It’s one thing if I were to compromise your web server and deface your website; it’s another if you and your family are in your car and I drive it into a wall

You need to prove to us that you’ve done a vulnerability analysis and a risk assessment on this equipment to make sure all the weaknesses have been identified, and those that are unacceptable to the business have been remedied’. It’s really making sure, on the OEM side, that they’re doing what they should be doing. That they’re eating their own dog food.” This is no longer Hollywood hype. Between 2017 and 2018, cyberattacks involving IoT devices, from hacked doorbell cameras to rogue nanny cams, rose to more than 32 million, according to the 2020 SonicWall Cyberthreat Report, which

Hands off?: Drivers aren’t convinced of autonomous vehicle safety

described it as ‘an alarming year for the security and privacy of IoT devices’, adding that trending data suggests more IoT-based attacks are on the horizon.

Earlier this year, Mary Joyce, Global Vice President & General Manager of Mobility & Automotive at safety testing specialist UL (a division newly created in response to the astonishing speed with which manufacturers including General Motors, Daimler AG, Ford Motor Company, Volkswagen Group, BMW AG, the Renault-Nissan-Mitsubishi alliance, the Volvo-Autoliv-Ericsson-Zenuity alliance, Groupe SA, AB Volvo, Toyota Motor Corporation, and Tesla Inc, plus major auto suppliers, technology providers and autonomous vehicle-as-a-service providers such as Uber, are getting into the market), warned that regulation in the States and globally was being left behind.

“The danger is that without federal regulations and a universal standard in determining safety, there could be great damage if these cars get on the road without being deemed safe. And, of course, part of safety is security. Can you imagine a can be applied to connected cars and autonomous vehicles. Because, as more and more connectivity happens with connected passenger vehicles, hackers are going to shift their attention. It’s one thing for ransomware and malware on a network to affect your infrastructure; what if ransomware and malware were to target vehicles, and hackers were to go after individuals or businesses, saying ‘we’ve got remote control of your vehicle. We want 100,000 Bitcoin for you to get it back’? Hackers are going to evolve to monetise the data that comes especially from vehicular infrastructure, data being produced from cars, including personal identifiable information, that hackers can now go after because vehicles aren’t adequately protected,” says Knight.

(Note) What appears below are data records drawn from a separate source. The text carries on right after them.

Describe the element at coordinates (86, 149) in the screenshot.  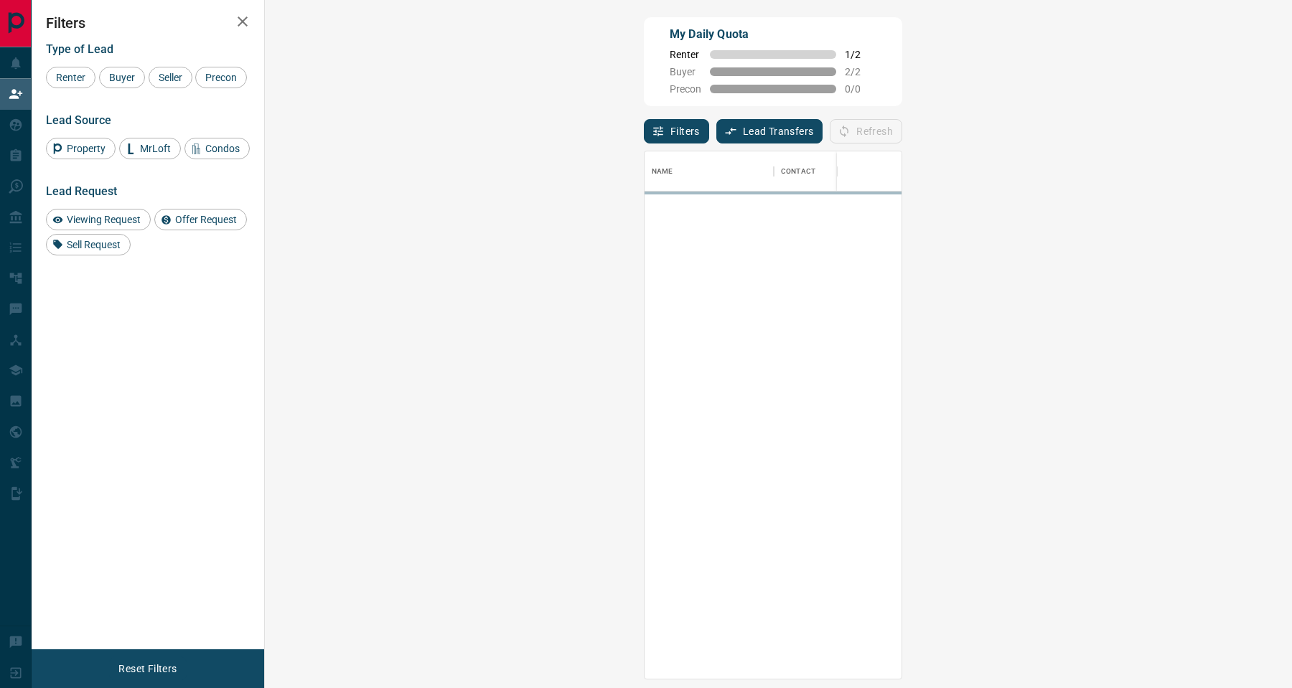
I see `span: Property` at that location.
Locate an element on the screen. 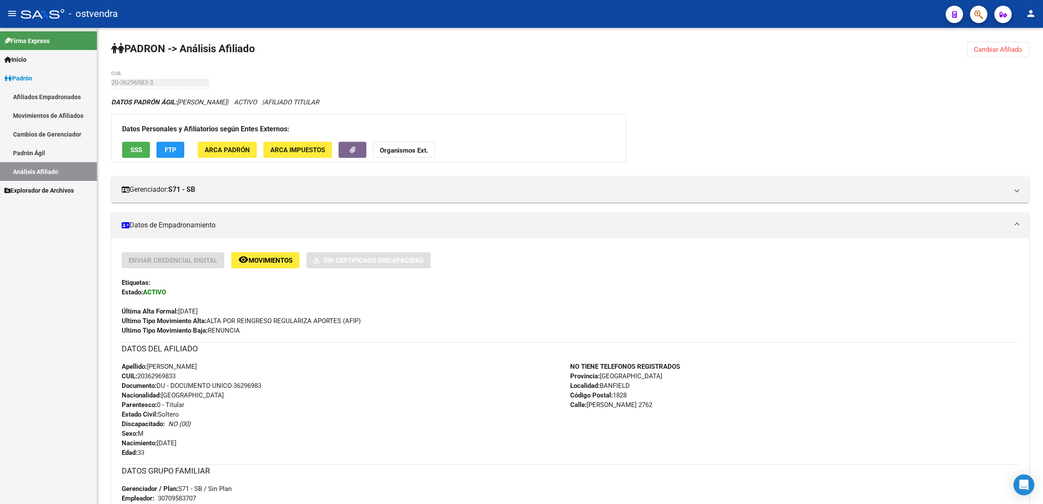 The width and height of the screenshot is (1043, 504). strong: Última Alta Formal: is located at coordinates (150, 311).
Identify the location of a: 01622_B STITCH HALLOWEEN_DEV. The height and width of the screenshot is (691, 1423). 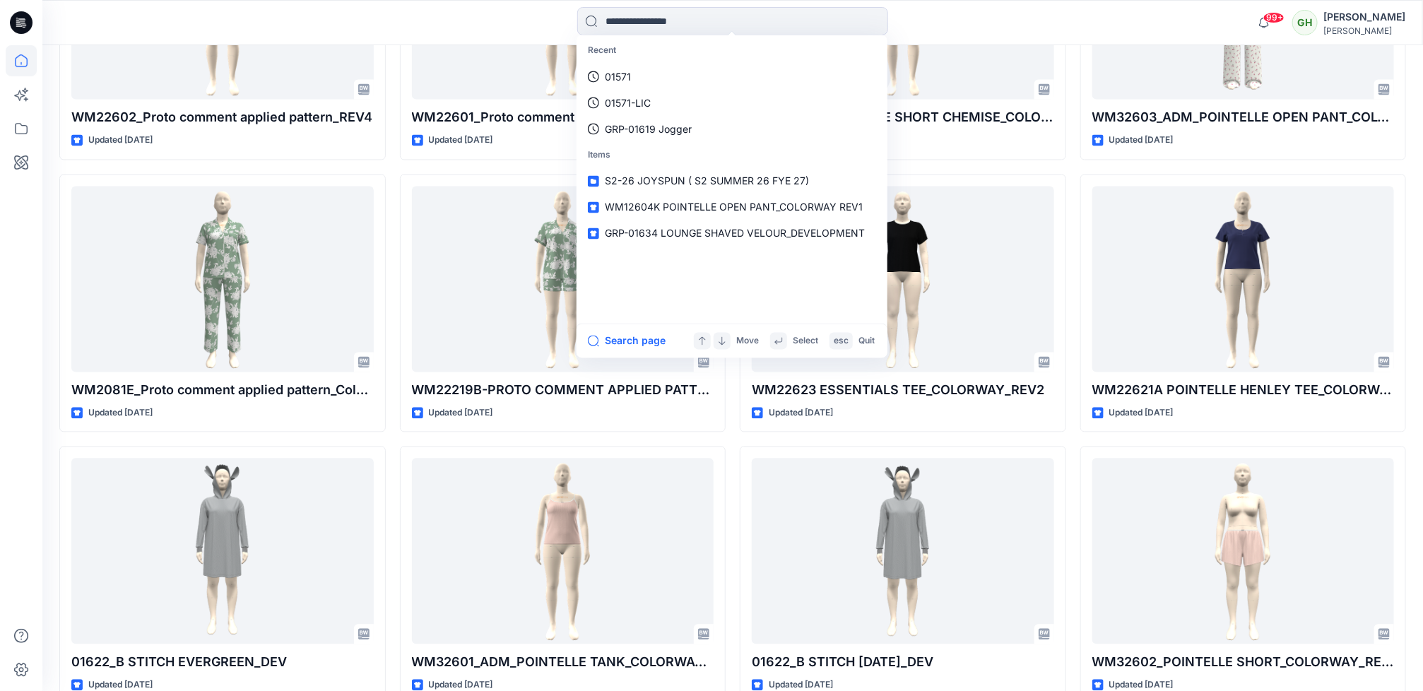
(903, 551).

“You can’t protect yourself against an enemy that you know nothing about. That’s why I want to uncover the vulnerabilities in these connected vehicles and products; so that we can make them more secure, so people are educated and manufacturers start doing something about it.”

The public might not know what they don’t know, but their gut instinct is not to trust hacker being able to take control of an autonomous car? It’s very important to not only have a company indicate that its autonomous vehicle technology is safe, but to have third parties, government agencies or agreed-upon standards assure that it truly is safe, followed by, at the very least, minimum guidelines,” said Joyce.

AXA, one of the world’s biggest insurers, has been involved with the development of autonomous vehicles from the start, making the case for the technology as an agent of good, citing its potential to reduce accidents and increase mobility for those denied it by conventional cars. Both of which are true.

Forbes forecast that third-party damage claims could largely disappear and premiums could reduce by as much as 75 per cent as a result

But it also acknowledges the complexity around adjusting for risk, the likely higher cost of claims linked to such sophisticated technology and the challenge of fashioning cover for the car-sharing economy that autonomous vehicles will encourage. It would like to see something similar to the clear structure of liability laid down in the UK government’s 2018 Automated and Electric Vehicles (AEV) Act adopted across Europe. Axa sees the insurance industry facing fewer claims under new policies that cover driverless cars in both fully automated and driver-controlled mode – and of those it does, a proportion being passed on to manufacturers. Forbes, meanwhile, has forecast that third-party damage claims could largely disappear and that premiums reduce by as much as 75 per cent as a result. “I think the insurance industry is going to have to adapt,” adds Knight. “Insurers are currently providing cyber insurance and hacking insurance for businesses on their infrastructure side; they’re going to need to start thinking about how their products driverless cars. According to AXA research, three out of four Brits do not believe they are safer than conventional vehicles, while a poll by Reuters/Ipsos last year revealed that half of US adults think they are more dangerous, not less, and nearly two-thirds would not buy a fully autonomous vehicle. So, would Knight put herself and her family in one? “If I did the penetration testing of that infotainment system and helped the OEM or manufacturer to secure it, then yes.” Not quite sure where that leaves the rest of us…

Hacking Connected Cars: Tactics, Techniques, And Procedures by Alissa Knight is published by John Wiley & Sons in the US. It will be released in the UK on May 14, 2020, in paperback and Kindle editions.